Carter is a useful last name to have if you’re making a country album. So it is with Beyoncé: she married into the name when she got hitched to Jay-Z, but he is from New York, not Poor Valley, Virginia. Helps if you’re from Texas too — just to convince folks that this bit of genre-hopping is rooted in authenticity.

It isn’t — but who cares? This is a clever, beautiful and sonically witty album. Country music’s conventions draw out of Beyoncé perhaps the most sublime melodies she has written, or part-written. There are cameos from Dolly Parton, half-forgotten black sharecropper’s daughter Linda Martell, Willie Nelson and the ghost of Chuck Berry, but — the last excepted — they don’t add much to this sprawling but magnificent double album.

“Texas Hold ’Em” has amassed more than 250 million downloads on Spotify and may end up being her most successful single. It’s great, an R&B inflected hoedown. But there is even better stuff here — the lovely, smoky, sway of “Alliigator Tears” and the fabulous pop-Motown stomp of “Bodyguard.” Plus there’s a lush and faithful rendition of Paul McCartney’s “Blackbird” (Paul having assured everyone, in ’68, that the song was not about turdus merula, per se, but about black emancipation. OK, Paul).

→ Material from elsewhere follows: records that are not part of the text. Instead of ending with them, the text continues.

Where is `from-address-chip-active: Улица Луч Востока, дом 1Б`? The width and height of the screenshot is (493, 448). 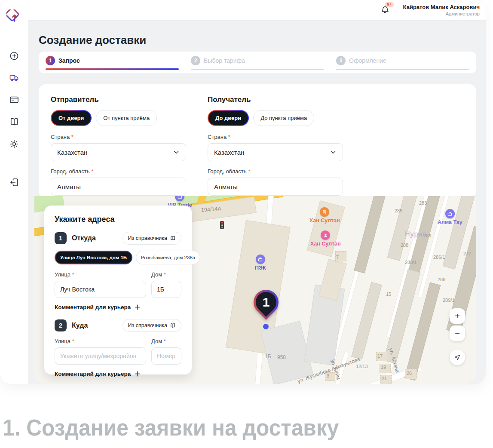 from-address-chip-active: Улица Луч Востока, дом 1Б is located at coordinates (94, 258).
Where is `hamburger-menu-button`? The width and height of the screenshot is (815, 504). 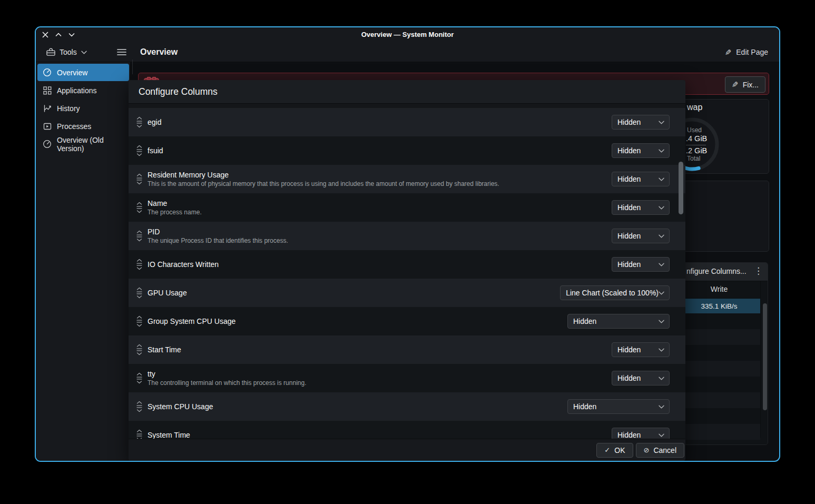
hamburger-menu-button is located at coordinates (122, 52).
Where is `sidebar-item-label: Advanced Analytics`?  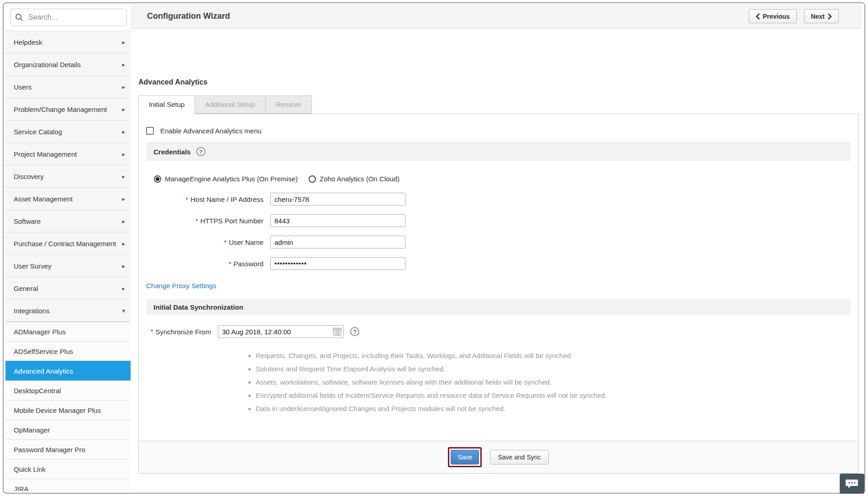
sidebar-item-label: Advanced Analytics is located at coordinates (43, 371).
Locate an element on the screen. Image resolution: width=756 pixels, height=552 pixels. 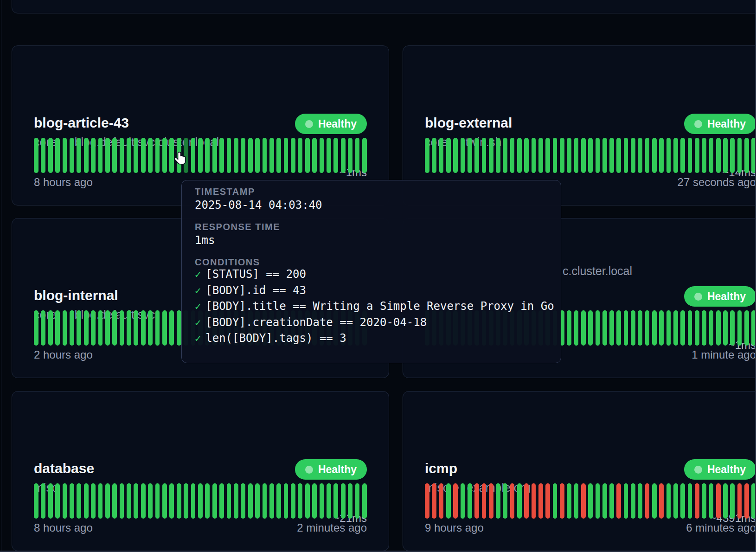
health-check-bar-14-failed is located at coordinates (526, 501).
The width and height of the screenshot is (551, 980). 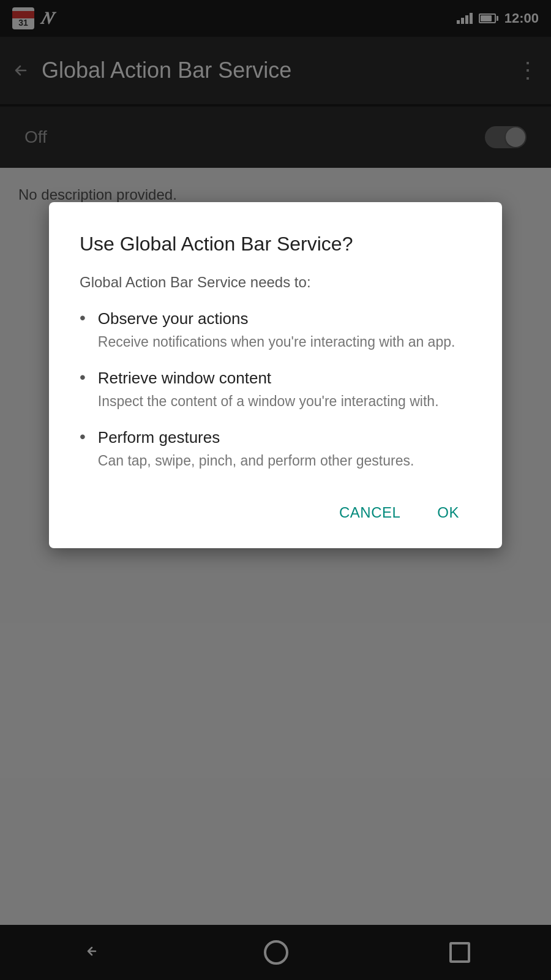 What do you see at coordinates (370, 513) in the screenshot?
I see `cancel-button: CANCEL` at bounding box center [370, 513].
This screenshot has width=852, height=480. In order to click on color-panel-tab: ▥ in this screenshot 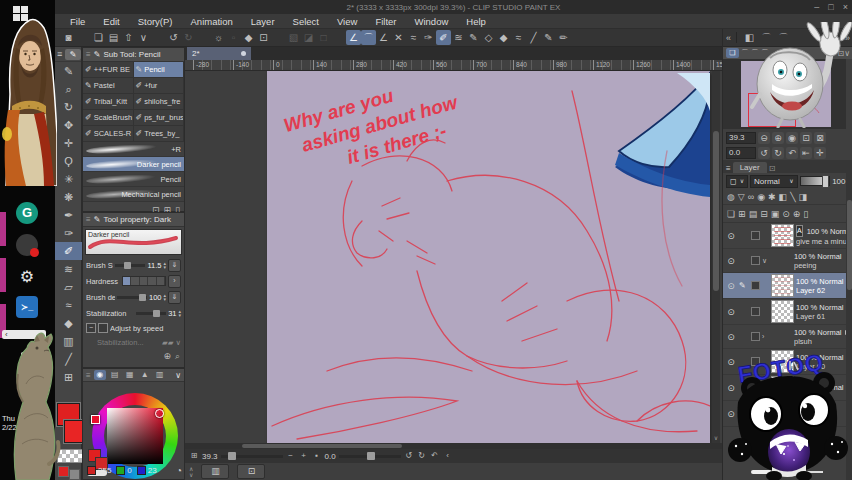, I will do `click(160, 375)`.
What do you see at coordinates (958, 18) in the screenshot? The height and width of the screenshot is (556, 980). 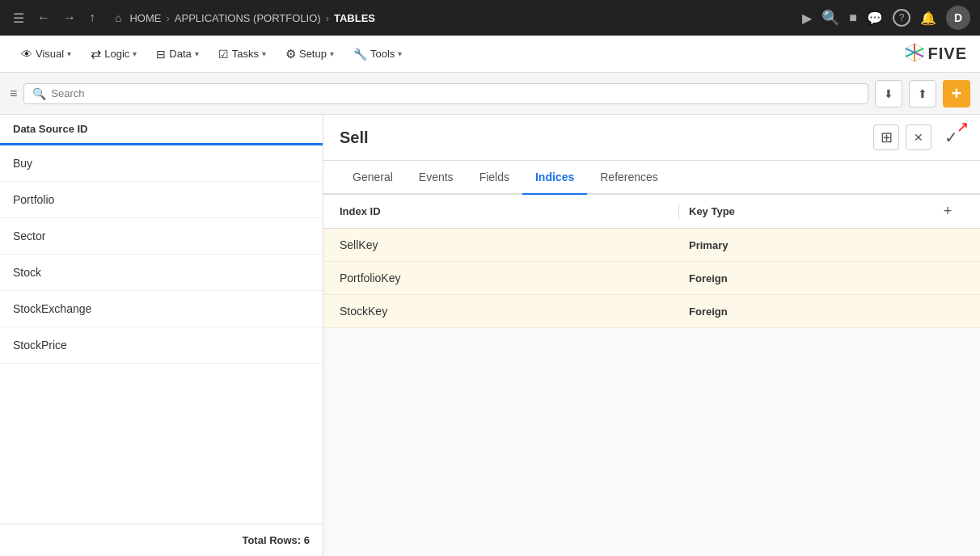 I see `avatar: D` at bounding box center [958, 18].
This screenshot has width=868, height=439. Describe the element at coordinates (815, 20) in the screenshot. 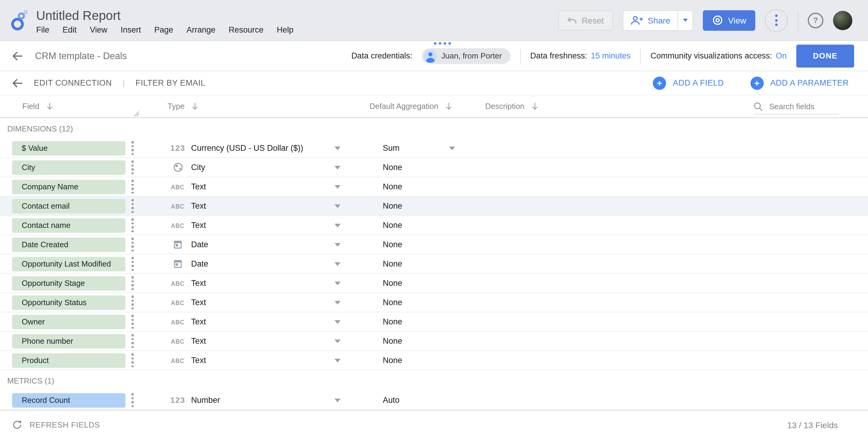

I see `help-button: ?` at that location.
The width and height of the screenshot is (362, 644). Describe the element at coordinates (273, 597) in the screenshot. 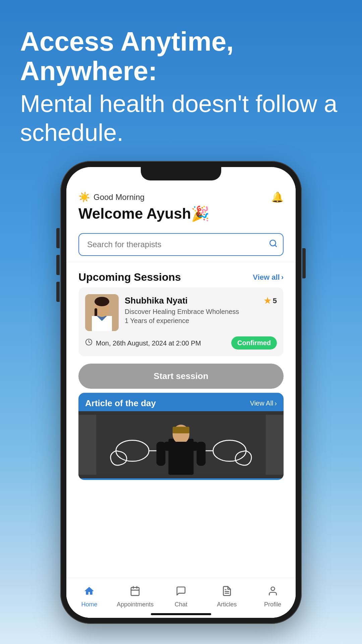

I see `nav-item-profile: Profile` at that location.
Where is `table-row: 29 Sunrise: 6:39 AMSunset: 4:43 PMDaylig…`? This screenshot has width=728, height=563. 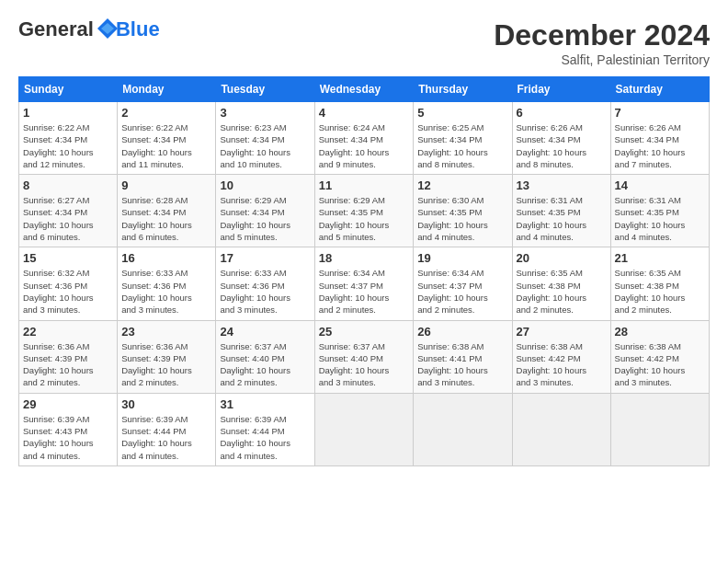
table-row: 29 Sunrise: 6:39 AMSunset: 4:43 PMDaylig… is located at coordinates (364, 429).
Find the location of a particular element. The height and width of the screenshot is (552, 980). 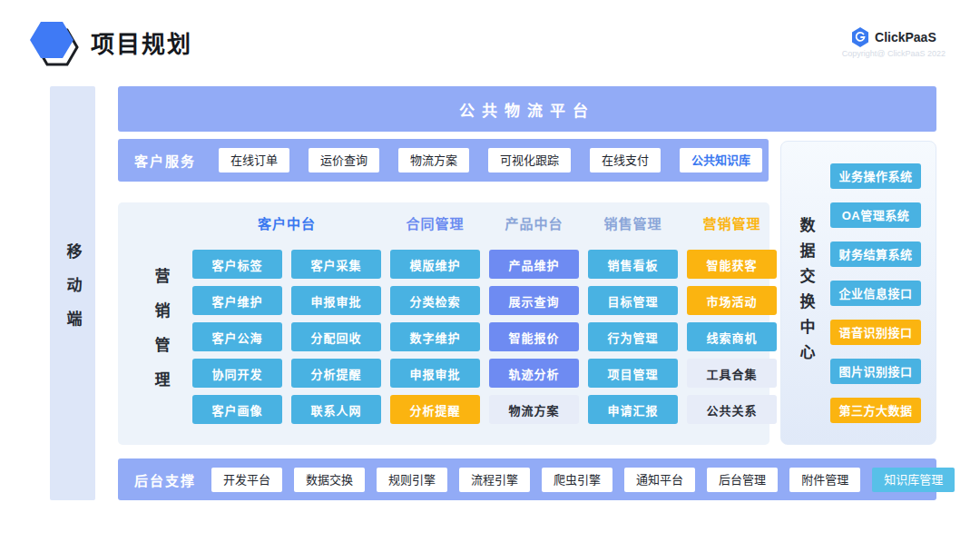

matrix-cell: 智能获客 is located at coordinates (731, 264).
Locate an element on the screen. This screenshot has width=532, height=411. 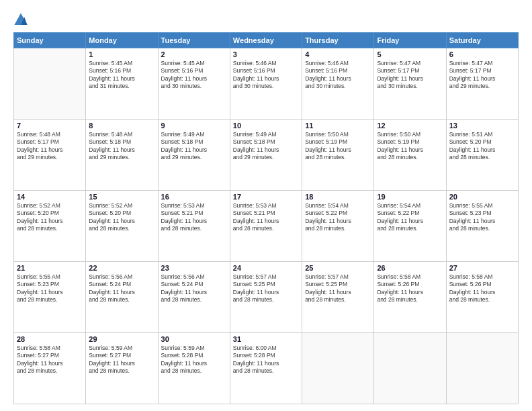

Sure, I could do without hearing “Jolene” again — the lyrics are the usual “respec’-me-I-is-a-strong-independent-woman” stuff with which we are extremely familiar. But, for once, don’t let that put you off. This is certainly Beyoncé’s strongest album since Lemonade (2016), and it may just be her best ever.

Country music suits you, Ms. Knowles. Maybe stick to it.